Leaving Merritt we headed west through the Indian reservations and we took a side road to the location of the Craigmont Mine. My maternal grandfather worked at this mine that appeared to be coming back to life after being shuttered for some years. Also memorializing the mine is a geocache, hidden by a tourism organization intending to highlight the history of British Columbia’s Gold Country. I think it comes as a surprise to many how much mining has contributed to the development of British Columbia, even though it does not hold the same significance to locals as, say, coal mining is significant to West Virginians. I digress.

We continued on to Spence’s Bridge where we met up with the Trans-Canada Highway we left behind the day before near Shushwap Lake. From here we follow the last miles of the Thompson River into Lytton, where we stopped to observe the confluence of the Fraser and Thompson Rivers. Here the clear blue Thompson flows into the slower, muddier Fraser.

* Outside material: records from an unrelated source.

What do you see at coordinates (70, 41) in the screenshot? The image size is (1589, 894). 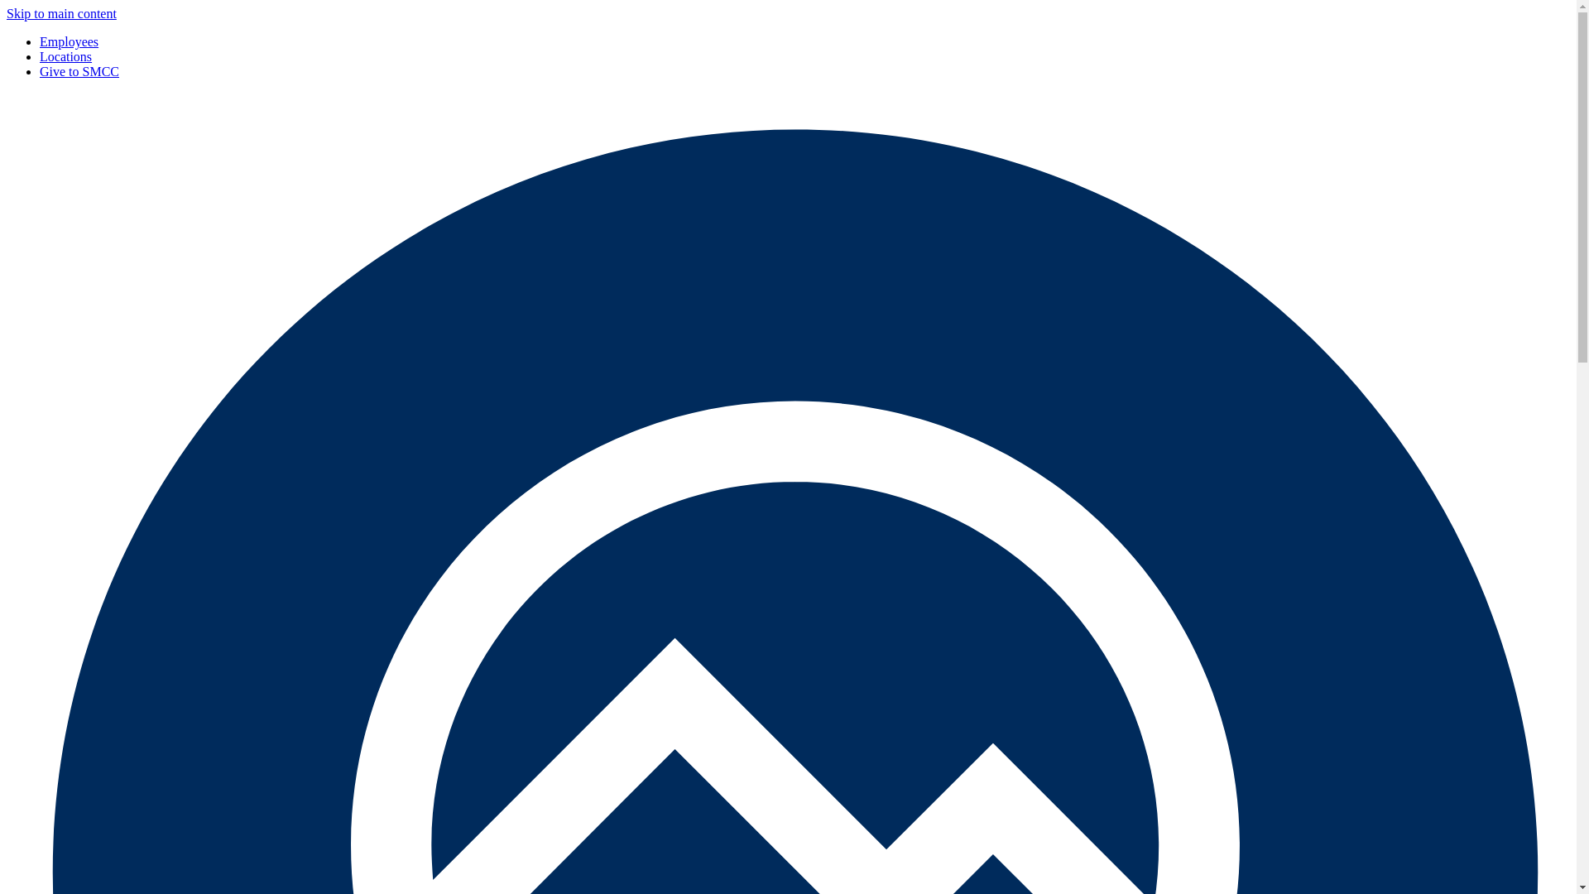 I see `SMCC Employee Directory` at bounding box center [70, 41].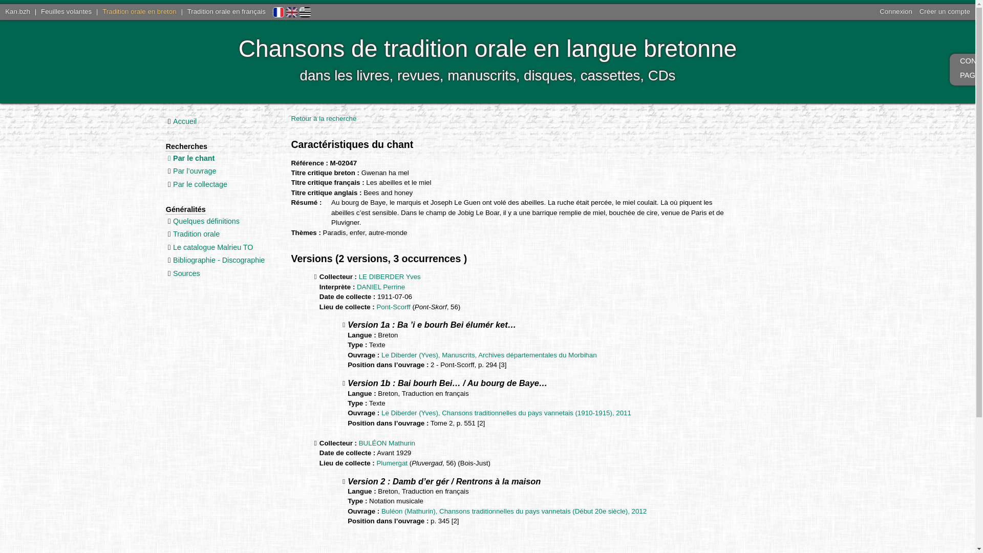 Image resolution: width=983 pixels, height=553 pixels. Describe the element at coordinates (213, 247) in the screenshot. I see `Le catalogue Malrieu TO` at that location.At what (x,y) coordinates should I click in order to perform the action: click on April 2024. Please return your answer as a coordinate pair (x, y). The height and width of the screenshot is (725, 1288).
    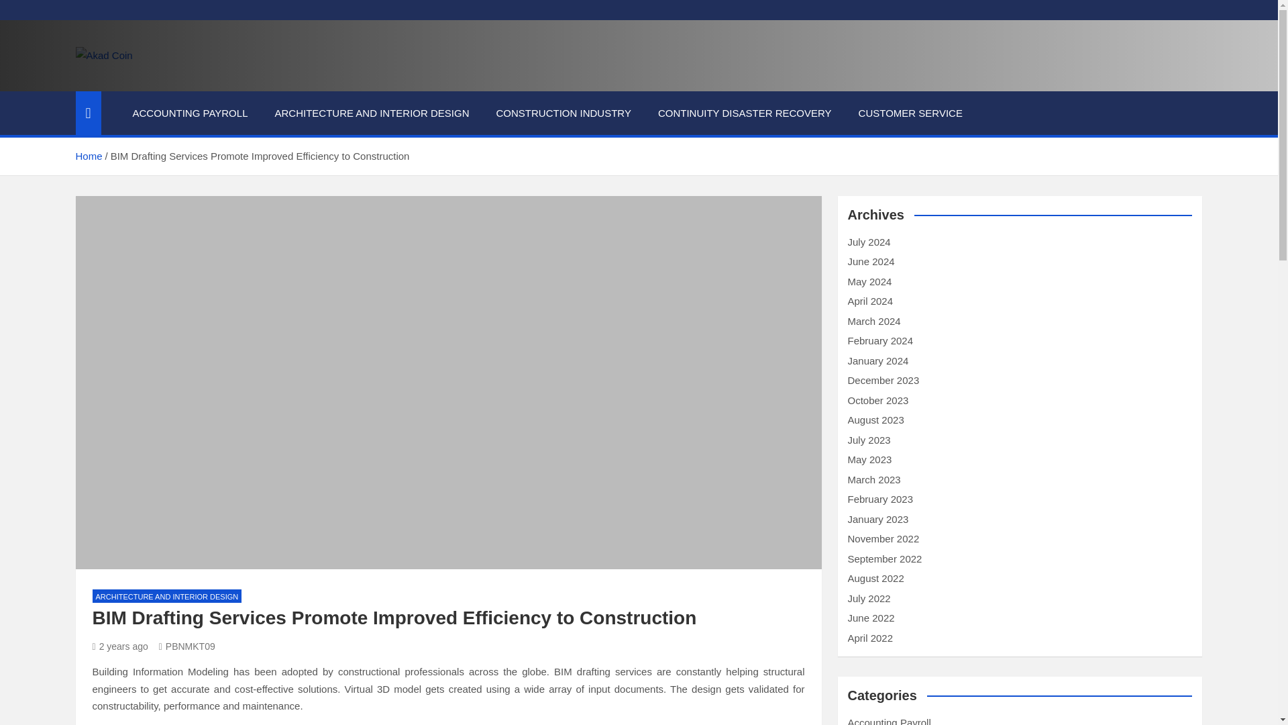
    Looking at the image, I should click on (871, 301).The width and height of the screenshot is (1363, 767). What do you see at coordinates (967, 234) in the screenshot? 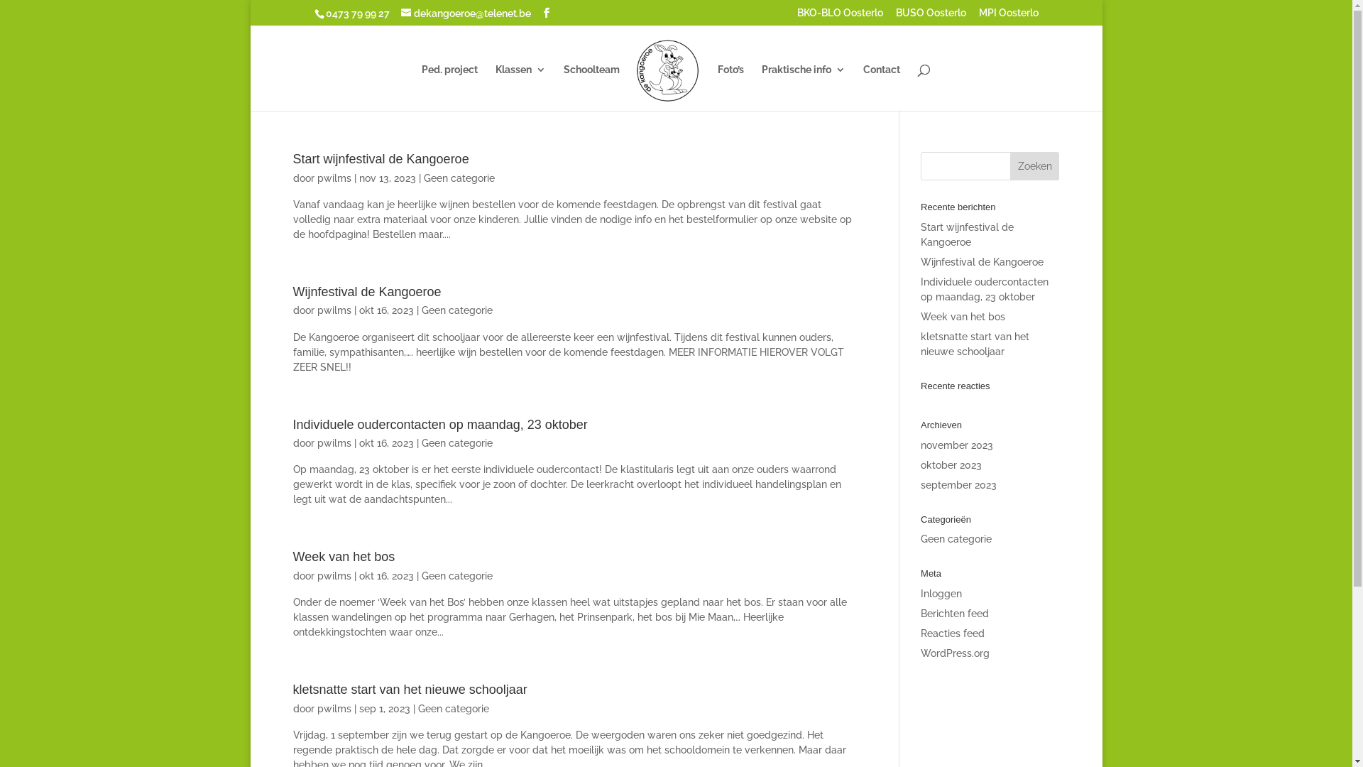
I see `Start wijnfestival de Kangoeroe` at bounding box center [967, 234].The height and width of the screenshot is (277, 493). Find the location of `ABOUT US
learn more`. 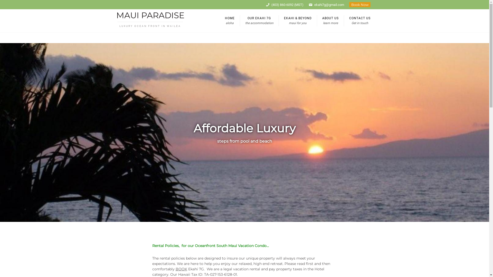

ABOUT US
learn more is located at coordinates (330, 21).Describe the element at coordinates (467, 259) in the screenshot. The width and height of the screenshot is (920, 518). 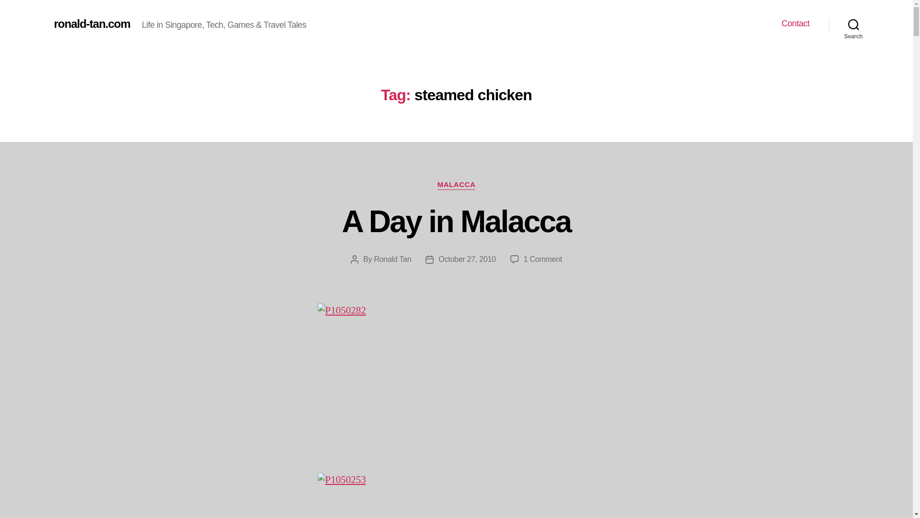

The blue water of the Thompson giving into the muddy water of the Fraser River

Beyond Lytton, the Trans-Canada embarks through the treacherous Fraser Canyon, so narrow at points that the highway had to be built in the river that carved out the narrow passage.

Somehow we largely managed to miss the most egregious tourist traps on this journey, but we made an exception at the Hell’s Gate Airtram. Here gondola cars transport tourists from one side of the Fraser to the other in a treacherous narrows defined by deadly rapids that had always been present, but were made worse due to some dynamite-happy railroad builders. A bridge near the bottom of the narrow gorge with an open-grate deck tests the fortitude of the strongest stomachs. No worry, the fudge shop sells plenty of sweets to ease the skittishness.

The Fraser River emerging from Hell's Gate

Only moments down the highway is the equally impressive but far less popular Alexandra Bridge. Here we left my parents at the parking area and Chris and I descended the narrow road, the road pre-dating the Trans-Canada, to the bridge built in 1926 that has sat quietly watching traffic on the bridge that replaced it in 1964.

Imagining travel on the Cariboo Road at Alexandra Road

In Hope we stopped for lunch and we planned our final stop, the Othello Tunnels. Access to the Othello Tunnels is off the new road between Hope and Merritt, the Coquihalla, it’s a modern, four-lane superhighway. For as long as I can remember, I had seen the signs for the tunnels at the exit. Finally, I had the opportunity to see them. Mom, Chris, and I made the short hike to the series of tunnels and bridges navigating the narrow canyon formed by the Coquihalla River. This would be the last time I would see that crystal turquoise water I had seen so much of during the previous few days.

The Othello Tunnels traversing the Coquihalla Canyon

From here, we followed the Lougheed Highway toward Coquitlam and watched as the narrow canyons and harsh rapids that had defined the Fraser River all day gave way to a broad, navigable river lined on both sides by agriculture. This part of the trip was quiet and it was beginning to sink in that the grand, wild road trip was over. We could sleep in tomorrow! Although we planned to stay put, Chris and I did have a surprised lined up. The end of the road trip did not mark the end of the vacation.